_Work instructions_: Only the lines below from the one containing "The image size is (868, 409)." through the last line should be set down, exactly as written and with no pictures.

_Stored items_:
····················
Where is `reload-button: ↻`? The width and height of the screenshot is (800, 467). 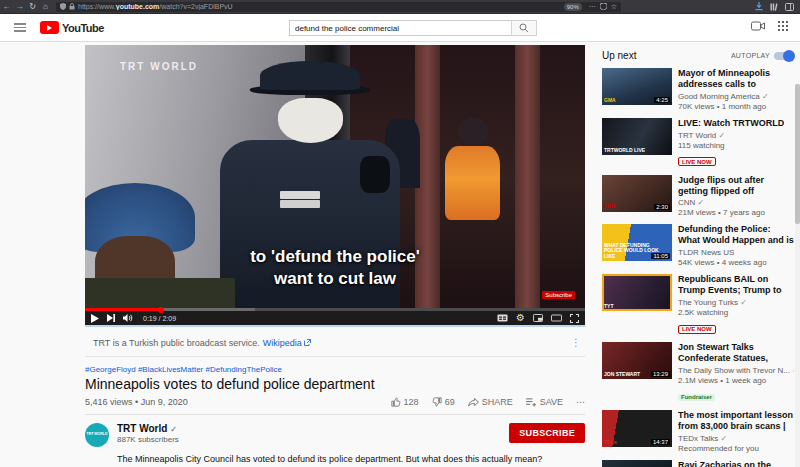
reload-button: ↻ is located at coordinates (32, 6).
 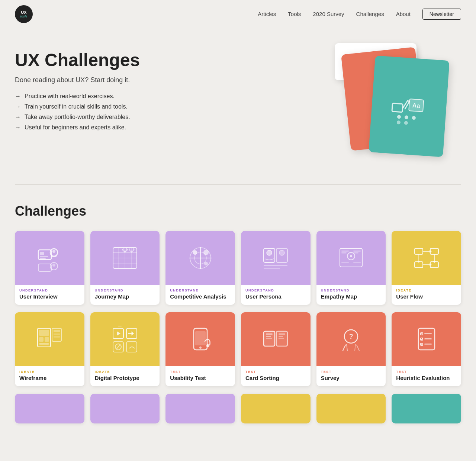 What do you see at coordinates (409, 106) in the screenshot?
I see `hero-card-front: Aa` at bounding box center [409, 106].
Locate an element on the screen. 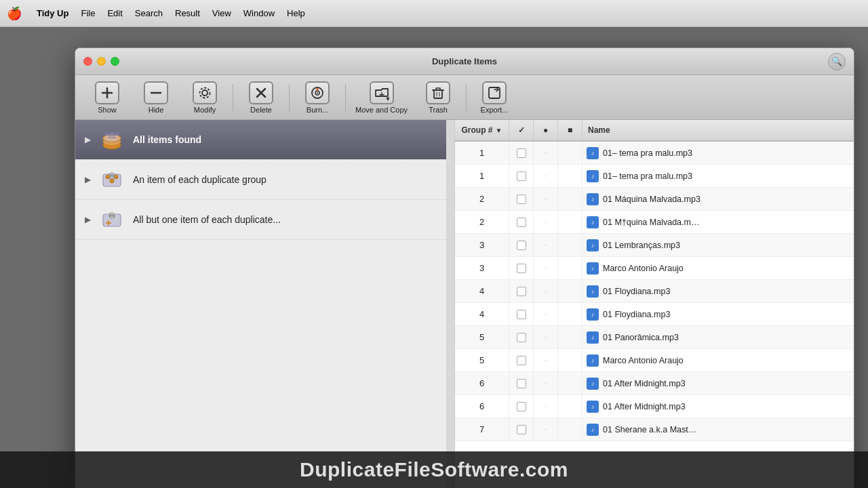  hide-button: Hide is located at coordinates (156, 98).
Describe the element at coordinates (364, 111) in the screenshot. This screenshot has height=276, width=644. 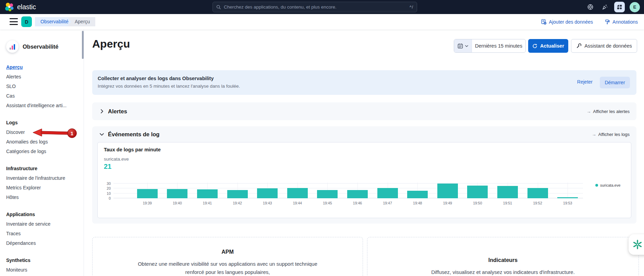
I see `alerts-accordion-toggle: Alertes → Afficher les alertes` at that location.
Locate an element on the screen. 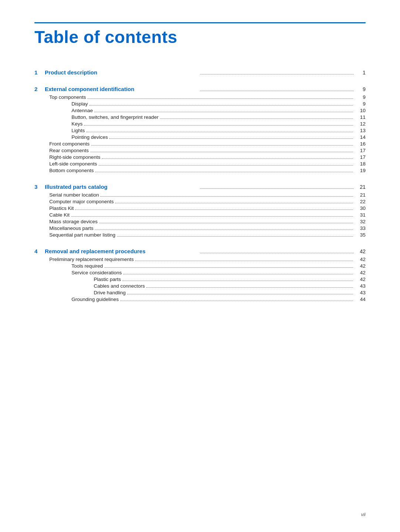  chapter-2-item-2-page: 9 is located at coordinates (360, 104).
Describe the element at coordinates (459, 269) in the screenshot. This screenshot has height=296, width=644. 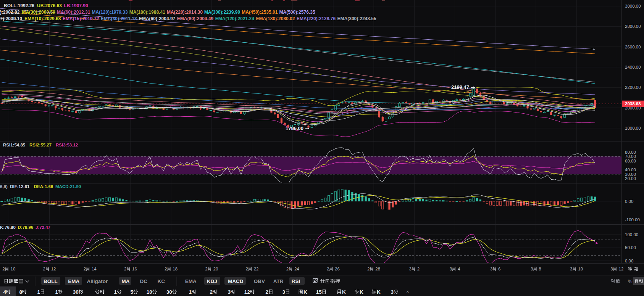
I see `svg-text: 4` at that location.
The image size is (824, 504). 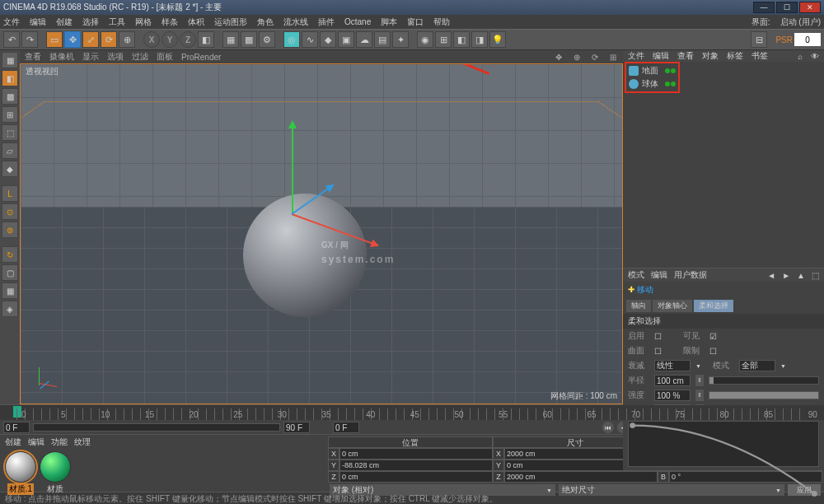 I want to click on attr-strength-stepper: ⇕, so click(x=700, y=395).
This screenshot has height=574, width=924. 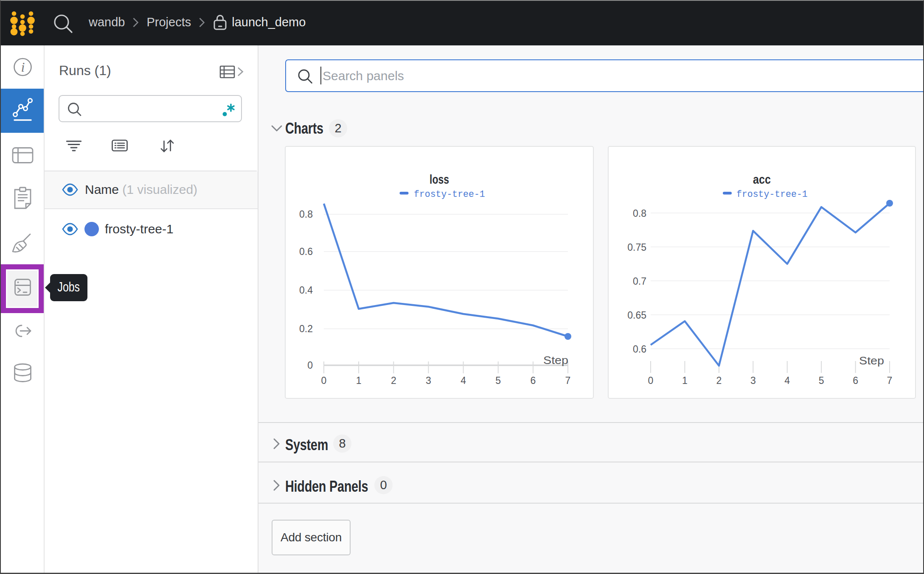 I want to click on svg-text: 0.75, so click(x=637, y=247).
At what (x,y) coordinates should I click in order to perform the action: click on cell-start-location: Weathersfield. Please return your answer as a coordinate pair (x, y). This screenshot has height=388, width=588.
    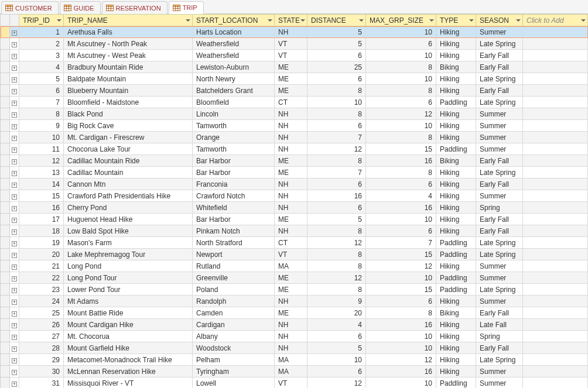
    Looking at the image, I should click on (234, 56).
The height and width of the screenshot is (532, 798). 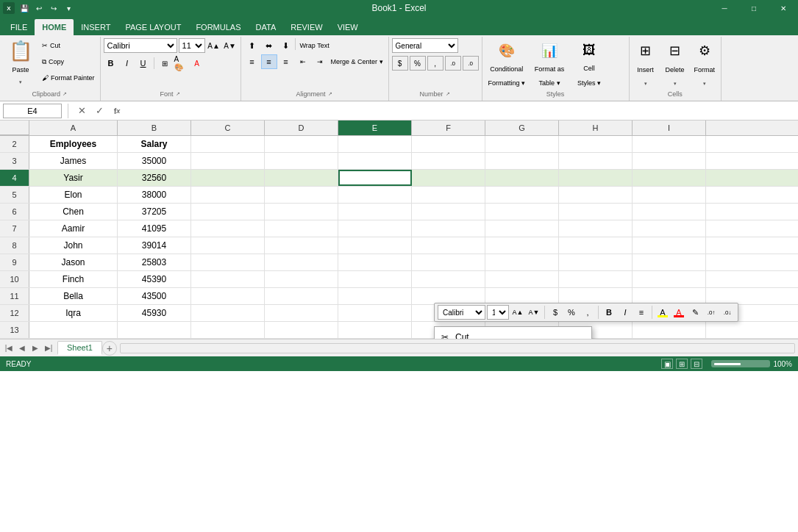 I want to click on mini-increase-decimal-button: .0↑, so click(x=711, y=312).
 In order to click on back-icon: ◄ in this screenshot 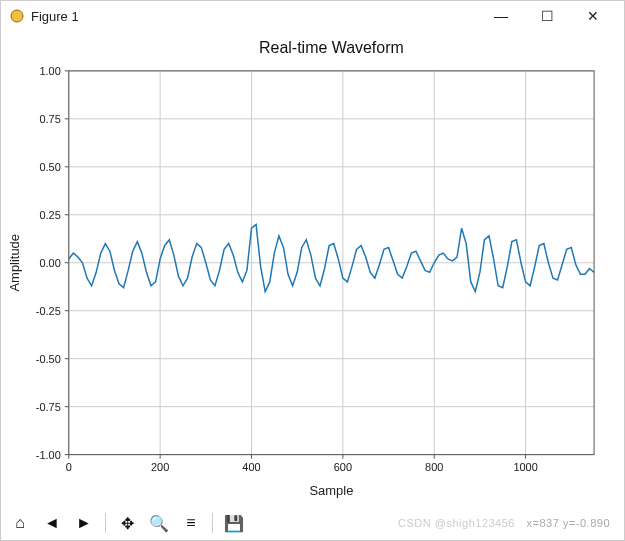, I will do `click(52, 523)`.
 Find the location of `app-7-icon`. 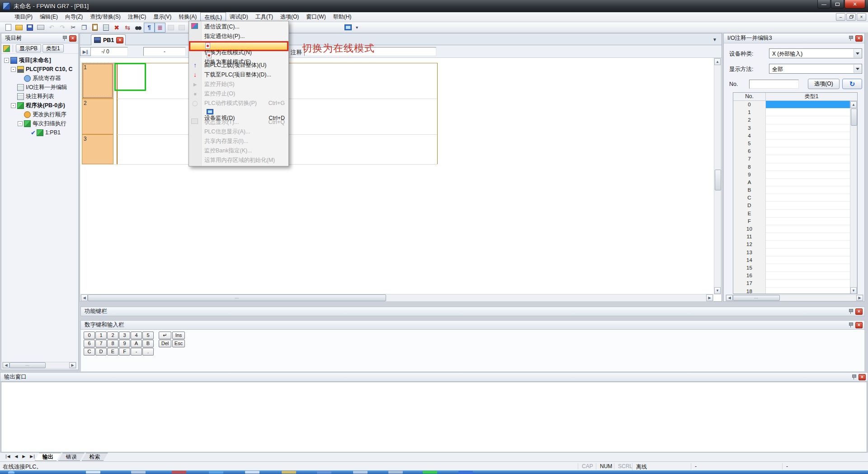

app-7-icon is located at coordinates (324, 472).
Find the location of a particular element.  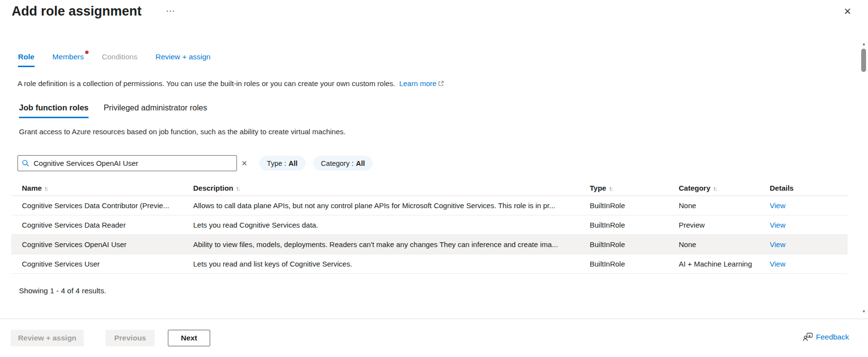

pivot-description: Grant access to Azure resources based on… is located at coordinates (182, 131).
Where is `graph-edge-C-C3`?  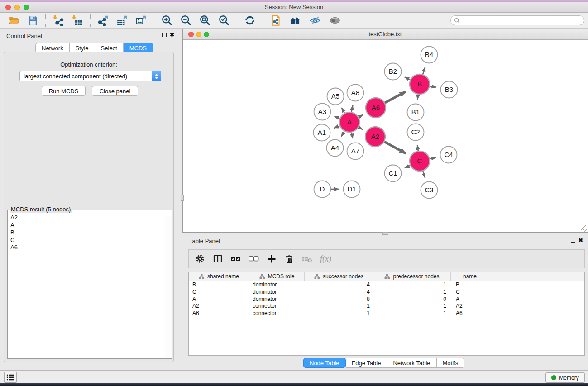 graph-edge-C-C3 is located at coordinates (424, 175).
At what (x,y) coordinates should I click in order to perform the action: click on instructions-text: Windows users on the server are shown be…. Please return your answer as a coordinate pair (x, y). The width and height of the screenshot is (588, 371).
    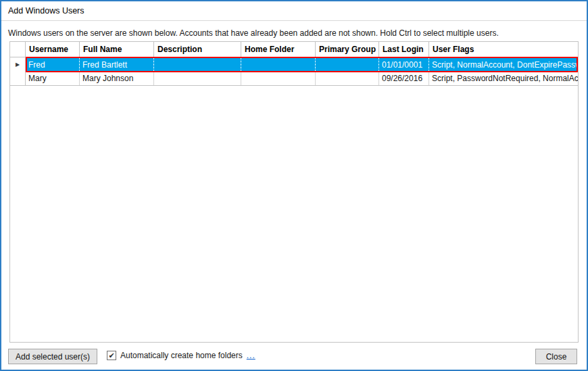
    Looking at the image, I should click on (294, 33).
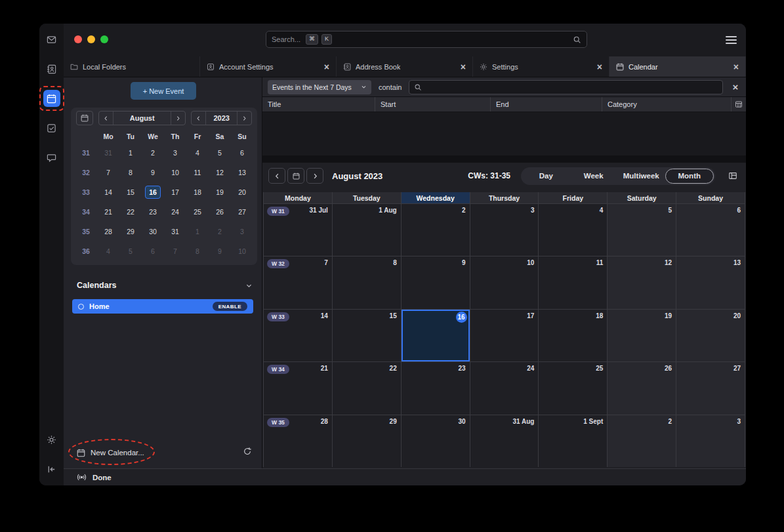  I want to click on view-month-button: Month, so click(690, 176).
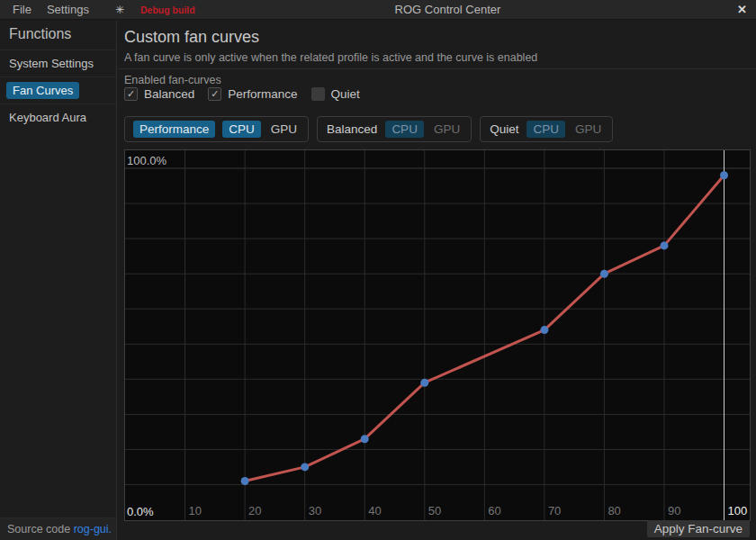 Image resolution: width=756 pixels, height=540 pixels. Describe the element at coordinates (22, 9) in the screenshot. I see `menu-file: File` at that location.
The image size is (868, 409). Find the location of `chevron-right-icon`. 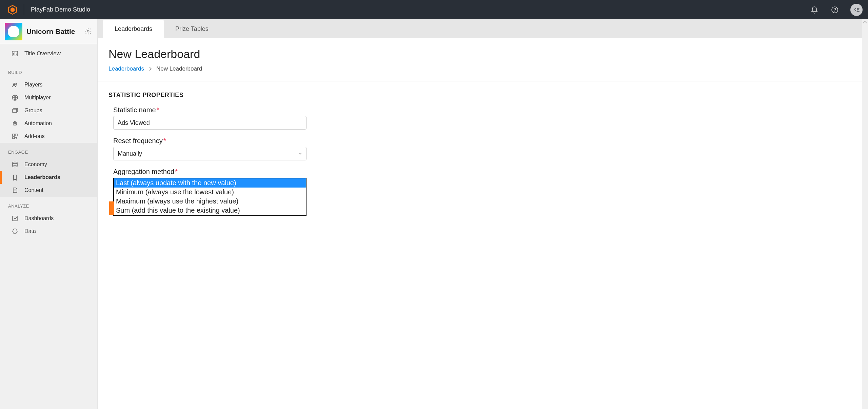

chevron-right-icon is located at coordinates (150, 69).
····················
_Task answer_:
The image size is (868, 409). Find the location of `chevron-right-icon`. 

chevron-right-icon is located at coordinates (150, 69).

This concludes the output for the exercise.